Support UNICEF to Aid Turkey’s Earthquake Relief Efforts

Culture
February’s earthquakes in Turkey left over 50,000 dead and displaced millions more. At the epicenter of the disaster, UNICEF is helping young people resume their lives.

Havva and Baki plays volleyball next to UNICEF supported Child Friendly Space in Kahramanmaras Turkey.

Havva and Baki plays volleyball next to UNICEF supported Child Friendly Space in Kahramanmaras, Turkey.Can Remzi Ergen

In 2018, two Turkish friends—a boy named Baki and a girl named Havva—finished middle school in Kahramanmaras, a city of 300,000 near the Mediterranean coast. Then their paths diverged. Havva moved 180 miles northwest, to the city of Nevsehir, while Baki remained in their hometown. Time and distance frayed their relationship; for five years they didn’t speak. Then, on February 5th, Havva returned to Kahramanmaras to visit his family. The next day, a pair of magnitude 7.7 earthquakes ripped across southern Turkey and northern Syria, with Kahramanmaras, Turkey at its epicenter. One of the deadliest natural disasters in the region’s modern history, it claimed over 50,000 lives and left hundreds of thousands of people homeless, Havva and his parents among them. 

The family was relocated to a temporary shelter on a local football field where hundreds of tents were lined up alongside one another. There, walking out of a neighboring tent, Havva glimpsed an uncannily familiar face: Baki. Her family’s home had also been decimated. Amid the chaos, it felt like a godsend. 

For Baki, however, the loss of other close friends had made the earthquake’s devastation all the more unbearable. “Maybe it would be easier if we didn’t have such close friends,” he reflected one recent afternoon at the Kahramanmaras football stadium. “If I wasn’t this close to my friends who lost their lives during the earthquake, it wouldn’t be so difficult.” 

And yet, in the wake of the disaster, he had found her relationships with friends who had survived more vital than ever. “Everything you do with friends changes you and gives you meaning,” he said. “All we have is family and friends. What else is there? This earthquake proved to us that we didn’t really have anything else. Everything you own can be gone in an instant. Look at all the houses, all the material things we lost. But friendship is still here. And we are holding it tightly, carefully in our hands. In return, it helps us hold on to life.” 
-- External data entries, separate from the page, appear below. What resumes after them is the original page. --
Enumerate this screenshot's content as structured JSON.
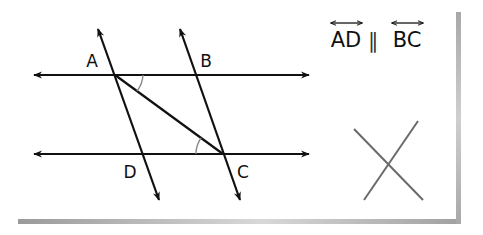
{
  "diagram": {
    "type": "geometry-parallel-lines",
    "card": {
      "background": "#ffffff",
      "shadow_color": "#a8a8a8"
    },
    "lines": {
      "color": "#111111",
      "horizontal_top": {
        "y": 75,
        "x1": 34,
        "x2": 309
      },
      "horizontal_bottom": {
        "y": 154,
        "x1": 34,
        "x2": 309
      },
      "transversal_AD": {
        "x1": 98,
        "y1": 29,
        "x2": 159,
        "y2": 200
      },
      "transversal_BC": {
        "x1": 180,
        "y1": 29,
        "x2": 240,
        "y2": 200
      },
      "segment_AC": {
        "x1": 115,
        "y1": 75,
        "x2": 223,
        "y2": 154
      }
    },
    "points": [
      {
        "label": "A",
        "x": 115,
        "y": 75,
        "label_x": 92,
        "label_y": 67
      },
      {
        "label": "B",
        "x": 196,
        "y": 75,
        "label_x": 206,
        "label_y": 67
      },
      {
        "label": "C",
        "x": 223,
        "y": 154,
        "label_x": 243,
        "label_y": 178
      },
      {
        "label": "D",
        "x": 142,
        "y": 154,
        "label_x": 130,
        "label_y": 178
      }
    ],
    "angle_marks": {
      "color": "#888888",
      "at_A": "angle between AC and top line",
      "at_C": "angle between CA and bottom line"
    },
    "statement": {
      "left": "AD",
      "relation": "∥",
      "right": "BC",
      "notation": "line (double-headed arrow over letters)"
    },
    "verdict": {
      "mark": "X",
      "meaning": "incorrect",
      "color": "#6a6a6a"
    }
  }
}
Baki and Havva spoke with GQ Turkey in a designated child-friendly space that UNICEF and its partners established at the stadium to offer children and teens some semblance of their normal lives. In the three and a half months since the disaster, the nonprofit has helped over 330,000 children access education, and has provided hundreds of thousands more with learning materials, psychosocial and mental-health support, access to water and hygiene supplies, critical child vaccines and training to front liners.

Once, before the earthquake, Baki had gone camping with a group of friends, an excursion for which he felt ill-suited. “I couldn’t sleep all night under canvas,” he said. “It was cold, I felt breathless.” The earthquake had changed all that; he had now found a new sense of confidence. “Every night sleeping in the tent, I say to myself, ‘So, you can do it. You can do anything if you have to.’” 

Perhaps that sense of self-reliance had been honed in part through UNICEF’s psychological first aid. But what had also helped her navigate the crisis, he said, was the simple joy of resuming an old friendship. Tremors can cause great unrest, but his bond with Havva had endured. “With a strong friend by your side,” Baki said, “nothing is that frightening any more.” 

Join UNICEF to support hundreds of thousands of children and adolescents affected by the earthquake.